I saw more men than I expected simply sitting and talking, and, from what it looked like, just cuddling with girls. I was surprised when I saw that, and was almost angry at myself, because for about two seconds I almost felt bad for the men—maybe they felt inadequate or underappreciated in other parts of their lives, so they turned to strip clubs and prostitutes to fill the void. I had spent the night seething with hatred for the men I saw in the club, but for that brief moment, I wondered if they maybe just wanted to feel close to someone—maybe they were seeking intimacy that they lacked in their lives. In writing this, I thought of Newmahr’s concept of intimacy in her book Playing on the Edge: Sadomasochism, Risk, and Intimacy (2011). Newmahr explains that we normally conceptualize intimacy as something with positive connotations, something that cannot occur without consent. But, she posits, we only focus on the appreciation of intimacy, and do not acknowledge that it can occur even if it is one-sided—for instance, as awful as it sounds, there is still a degree of intimacy in rape (178). Even though the intimacy in the case of rape is unwanted, it is still present. Intimacy equals access, and access is present in many forms of contact. This can be connected to my hypothesis about men seeking some form of acceptance that they don’t gain elsewhere: even if the women do not experience the same level of appreciation that the men do, intimacy is still woven into the experience, and the man experiences it to whatever degree he allows himself. He has gained access, and thus he has experienced a certain degree of intimacy.
CONCLUSION
These two topics encompass the main, and what I perceived to be the most important, themes that I saw present at the strip club I went to. From my time there, it was evident, as stated above, that men who embody hegemonic masculinity are the driving force behind expressions of sex—they are the ones who define it. In addition, it is clear that many of the women have chosen this occupation because they feel they have no other choice, and know they will make more money as strippers and/or prostitutes than they would at any other job within their reach.
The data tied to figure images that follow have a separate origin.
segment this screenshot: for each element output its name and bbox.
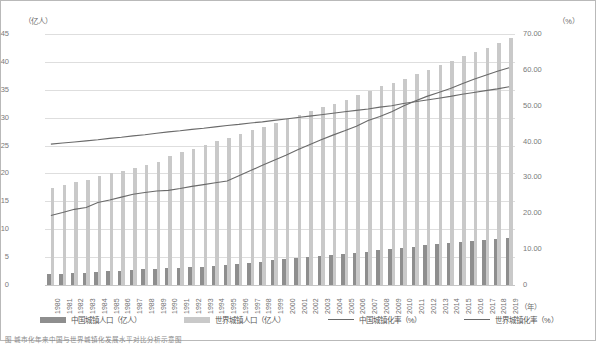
x-axis-tick-label: 2016 — [477, 298, 484, 314]
legend-item[interactable]: 世界城镇人口（亿人） — [184, 314, 285, 325]
x-axis-tick-label: 1982 — [77, 298, 84, 314]
x-axis-tick-label: 2006 — [359, 298, 366, 314]
y-axis-right-tick-label: 10.00 — [523, 245, 563, 253]
x-axis-tick-label: 1985 — [113, 298, 120, 314]
legend-item-label: 中国城镇人口（亿人） — [71, 314, 141, 325]
x-axis-tick-label: 1996 — [242, 298, 249, 314]
legend-item[interactable]: 中国城镇化率（%） — [328, 314, 422, 325]
y-axis-right-tick-label: 30.00 — [523, 173, 563, 181]
x-axis-tick-label: 1986 — [124, 298, 131, 314]
x-axis-tick-label: 1998 — [265, 298, 272, 314]
x-axis-tick-label: 1999 — [277, 298, 284, 314]
y-axis-left-tick-label: 20 — [0, 169, 9, 177]
x-axis-unit: （年） — [520, 301, 541, 312]
x-axis-tick-label: 2007 — [371, 298, 378, 314]
x-axis-tick-label: 2004 — [336, 298, 343, 314]
x-axis-tick-label: 2015 — [465, 298, 472, 314]
y-axis-left-tick-label: 35 — [0, 86, 9, 94]
y-axis-left-unit: （亿人） — [24, 15, 52, 26]
line-china-urbanization-rate — [51, 68, 509, 216]
legend-item[interactable]: 世界城镇化率（%） — [464, 314, 558, 325]
x-axis-tick-label: 2018 — [500, 298, 507, 314]
y-axis-right-tick-label: 60.00 — [523, 66, 563, 74]
x-axis-tick-label: 2012 — [430, 298, 437, 314]
x-axis-tick-label: 2019 — [512, 298, 519, 314]
y-axis-left-tick-label: 15 — [0, 197, 9, 205]
figure-caption: 图 城市化年来中国与世界城镇化发展水平对比分析示意图 — [5, 334, 182, 344]
y-axis-left-tick-label: 40 — [0, 58, 9, 66]
x-axis-tick-label: 2005 — [348, 298, 355, 314]
x-axis-tick-label: 1981 — [66, 298, 73, 314]
x-axis-tick-label: 1984 — [101, 298, 108, 314]
line-series-layer — [45, 34, 515, 285]
legend-line-swatch-icon — [464, 319, 490, 320]
x-axis-tick-label: 2001 — [301, 298, 308, 314]
x-axis-tick-label: 2008 — [383, 298, 390, 314]
y-axis-left-tick-label: 30 — [0, 114, 9, 122]
plot-area: 454035302520151050 70.0060.0050.0040.003… — [45, 34, 515, 285]
legend-bar-swatch-icon — [40, 317, 66, 323]
y-axis-right-tick-label: 40.00 — [523, 138, 563, 146]
y-axis-right-tick-label: 50.00 — [523, 102, 563, 110]
x-axis-tick-label: 2010 — [406, 298, 413, 314]
x-axis-tick-label: 1993 — [207, 298, 214, 314]
x-axis-tick-label: 2014 — [453, 298, 460, 314]
y-axis-right-tick-label: 70.00 — [523, 30, 563, 38]
legend-bar-swatch-icon — [184, 317, 210, 323]
y-axis-left-tick-label: 25 — [0, 142, 9, 150]
legend-item-label: 世界城镇人口（亿人） — [215, 314, 285, 325]
chart-legend: 中国城镇人口（亿人）世界城镇人口（亿人）中国城镇化率（%）世界城镇化率（%） — [1, 314, 596, 325]
x-axis-tick-label: 2009 — [395, 298, 402, 314]
y-axis-left-tick-label: 10 — [0, 225, 9, 233]
x-axis-tick-label: 1980 — [54, 298, 61, 314]
legend-item-label: 中国城镇化率（%） — [359, 314, 422, 325]
x-axis-tick-label: 2013 — [442, 298, 449, 314]
x-axis-tick-label: 2000 — [289, 298, 296, 314]
x-axis-tick-label: 1987 — [136, 298, 143, 314]
x-axis-tick-label: 2011 — [418, 299, 425, 314]
x-axis-tick-label: 2002 — [312, 298, 319, 314]
x-axis-tick-label: 1988 — [148, 298, 155, 314]
x-axis-tick-label: 2003 — [324, 298, 331, 314]
y-axis-left-tick-label: 0 — [0, 281, 9, 289]
x-axis-tick-label: 1995 — [230, 298, 237, 314]
x-axis-tick-label: 1983 — [89, 298, 96, 314]
y-axis-right-tick-label: 0 — [523, 281, 563, 289]
x-axis-tick-label: 1990 — [171, 298, 178, 314]
x-axis-tick-label: 1997 — [254, 298, 261, 314]
y-axis-left-tick-label: 45 — [0, 30, 9, 38]
gridline — [45, 285, 515, 286]
y-axis-right-tick-label: 20.00 — [523, 209, 563, 217]
x-axis-tick-label: 1994 — [218, 298, 225, 314]
y-axis-left-tick-label: 5 — [0, 253, 9, 261]
legend-item[interactable]: 中国城镇人口（亿人） — [40, 314, 141, 325]
x-axis-tick-label: 2017 — [489, 298, 496, 314]
x-axis-tick-label: 1989 — [160, 298, 167, 314]
x-axis-tick-label: 1991 — [183, 298, 190, 314]
legend-item-label: 世界城镇化率（%） — [495, 314, 558, 325]
line-world-urbanization-rate — [51, 87, 509, 144]
x-axis-tick-label: 1992 — [195, 298, 202, 314]
y-axis-right-unit: （%） — [558, 15, 579, 26]
legend-line-swatch-icon — [328, 319, 354, 320]
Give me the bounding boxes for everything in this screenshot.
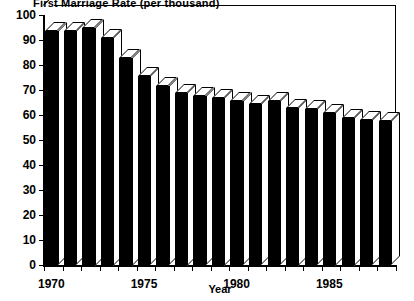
x-tick [137, 265, 138, 271]
bar-front-face [286, 108, 298, 266]
x-axis-title: Year [208, 283, 231, 295]
bar [138, 76, 150, 265]
y-tick-label: 100 [16, 8, 36, 22]
x-tick [81, 265, 82, 271]
bar-front-face [212, 98, 224, 266]
chart-container: First Marriage Rate (per thousand) 01020… [0, 0, 414, 301]
x-tick-label: 1970 [38, 277, 65, 291]
bar [379, 121, 391, 265]
bar-front-face [82, 28, 94, 266]
bar [82, 28, 94, 266]
y-tick [39, 240, 44, 241]
bar [342, 118, 354, 266]
bar-front-face [119, 58, 131, 266]
x-tick [63, 265, 64, 271]
bar [193, 96, 205, 265]
x-tick [44, 265, 45, 271]
bar [230, 101, 242, 265]
bar [101, 38, 113, 266]
bar-front-face [268, 101, 280, 265]
y-tick-label: 40 [23, 158, 36, 172]
bar [45, 31, 57, 265]
bar [156, 86, 168, 265]
x-tick [377, 265, 378, 271]
x-tick [266, 265, 267, 271]
bar [212, 98, 224, 266]
bar-front-face [323, 113, 335, 266]
x-tick [340, 265, 341, 271]
bar-side-face [391, 112, 400, 265]
bar-front-face [305, 109, 317, 265]
y-tick [39, 215, 44, 216]
bar [175, 93, 187, 266]
bar [268, 101, 280, 265]
x-tick [396, 265, 397, 271]
bar-front-face [230, 101, 242, 265]
y-tick-label: 0 [29, 258, 36, 272]
x-tick [155, 265, 156, 271]
bar [286, 108, 298, 266]
bar-front-face [64, 31, 76, 265]
x-axis-line [43, 265, 396, 267]
x-tick [285, 265, 286, 271]
bar [249, 104, 261, 265]
y-tick-label: 60 [23, 108, 36, 122]
x-tick [211, 265, 212, 271]
bar-front-face [156, 86, 168, 265]
x-tick [192, 265, 193, 271]
x-tick [248, 265, 249, 271]
x-tick-label: 1975 [131, 277, 158, 291]
bar-front-face [342, 118, 354, 266]
y-tick [39, 140, 44, 141]
y-tick [39, 90, 44, 91]
bar-front-face [138, 76, 150, 265]
x-tick [303, 265, 304, 271]
x-tick [229, 265, 230, 271]
y-tick-label: 10 [23, 233, 36, 247]
bar-front-face [360, 120, 372, 265]
y-tick-label: 50 [23, 133, 36, 147]
x-tick-label: 1985 [316, 277, 343, 291]
y-tick-label: 80 [23, 58, 36, 72]
y-tick [39, 115, 44, 116]
y-tick [39, 190, 44, 191]
y-tick-label: 30 [23, 183, 36, 197]
y-tick [39, 65, 44, 66]
bar-front-face [175, 93, 187, 266]
x-tick [118, 265, 119, 271]
bar-front-face [249, 104, 261, 265]
bar [360, 120, 372, 265]
bar-front-face [101, 38, 113, 266]
y-tick-label: 70 [23, 83, 36, 97]
bar [119, 58, 131, 266]
axis-3d-back-top [54, 5, 396, 6]
y-tick-label: 20 [23, 208, 36, 222]
bar [64, 31, 76, 265]
y-tick [39, 165, 44, 166]
y-tick [39, 40, 44, 41]
x-tick [359, 265, 360, 271]
x-tick [174, 265, 175, 271]
bar-front-face [379, 121, 391, 265]
x-tick [100, 265, 101, 271]
bar-front-face [45, 31, 57, 265]
bar [305, 109, 317, 265]
x-tick [322, 265, 323, 271]
bar [323, 113, 335, 266]
bar-front-face [193, 96, 205, 265]
y-tick [39, 15, 44, 16]
y-tick-label: 90 [23, 33, 36, 47]
plot-area: 0102030405060708090100 1970197519801985 [44, 15, 396, 265]
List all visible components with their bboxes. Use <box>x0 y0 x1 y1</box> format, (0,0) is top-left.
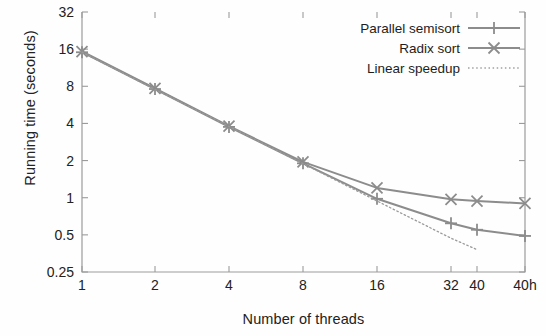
chart-figure: Running time (seconds) Number of threads… <box>0 0 546 336</box>
legend-item: Radix sort <box>352 38 522 58</box>
legend-item-label: Parallel semisort <box>360 21 466 36</box>
marker-plus <box>471 224 483 236</box>
legend-item: Linear speedup <box>352 58 522 78</box>
legend-item: Parallel semisort <box>352 18 522 38</box>
legend-item-label: Linear speedup <box>367 61 466 76</box>
legend-item-label: Radix sort <box>399 41 466 56</box>
marker-plus <box>488 22 500 34</box>
series-line-0 <box>82 52 525 236</box>
marker-plus <box>519 230 531 242</box>
legend-item-swatch <box>466 39 522 57</box>
legend-item-swatch <box>466 59 522 77</box>
legend-item-swatch <box>466 19 522 37</box>
marker-plus <box>445 217 457 229</box>
chart-legend: Parallel semisortRadix sortLinear speedu… <box>352 18 522 78</box>
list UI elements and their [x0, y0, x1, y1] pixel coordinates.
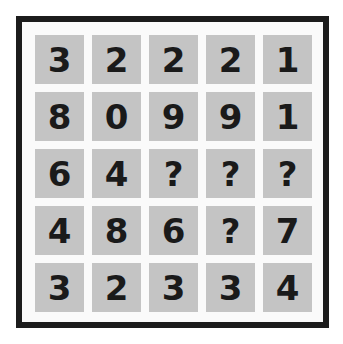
cell-r2-c4: 9 — [206, 92, 255, 141]
cell-r1-c5: 1 — [263, 35, 312, 84]
puzzle-board: 3 2 2 2 1 8 0 9 9 1 6 4 ? ? ? 4 8 6 ? 7 … — [16, 16, 329, 328]
cell-r4-c2: 8 — [92, 206, 141, 255]
cell-r5-c4: 3 — [206, 263, 255, 312]
cell-r2-c2: 0 — [92, 92, 141, 141]
cell-r1-c3: 2 — [149, 35, 198, 84]
cell-r4-c5: 7 — [263, 206, 312, 255]
number-grid: 3 2 2 2 1 8 0 9 9 1 6 4 ? ? ? 4 8 6 ? 7 … — [35, 35, 312, 312]
cell-r4-c4-unknown: ? — [206, 206, 255, 255]
cell-r4-c1: 4 — [35, 206, 84, 255]
cell-r3-c2: 4 — [92, 149, 141, 198]
cell-r5-c3: 3 — [149, 263, 198, 312]
cell-r4-c3: 6 — [149, 206, 198, 255]
cell-r2-c3: 9 — [149, 92, 198, 141]
cell-r3-c5-unknown: ? — [263, 149, 312, 198]
cell-r2-c1: 8 — [35, 92, 84, 141]
cell-r1-c4: 2 — [206, 35, 255, 84]
cell-r3-c3-unknown: ? — [149, 149, 198, 198]
cell-r1-c2: 2 — [92, 35, 141, 84]
cell-r5-c1: 3 — [35, 263, 84, 312]
cell-r5-c5: 4 — [263, 263, 312, 312]
cell-r3-c4-unknown: ? — [206, 149, 255, 198]
cell-r1-c1: 3 — [35, 35, 84, 84]
cell-r5-c2: 2 — [92, 263, 141, 312]
cell-r2-c5: 1 — [263, 92, 312, 141]
cell-r3-c1: 6 — [35, 149, 84, 198]
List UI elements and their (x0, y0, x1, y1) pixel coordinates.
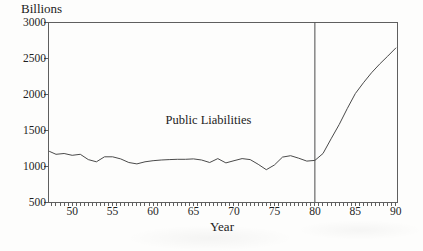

However, this one strip club by no means represents them all, and I do not intend the information in this blog to be extended to every strip club in Baltimore, or in America.
*This name has been changed to preserve anonymity
-Moriah Patashnik
WORKS CITED:
Newmahr, Staci. 2011. Playing on the Edge: Sadomasochism, Risk, and
Intimacy. Bloomington, IN: Indiana University Press.
Chin, Ko-Lin, and James O. Finckenauer. 2012. Selling Sex Overseas:
Chinese Women and the Realities of Prostitution and Global Sex Trafficking.
New York, NY: New York University Press.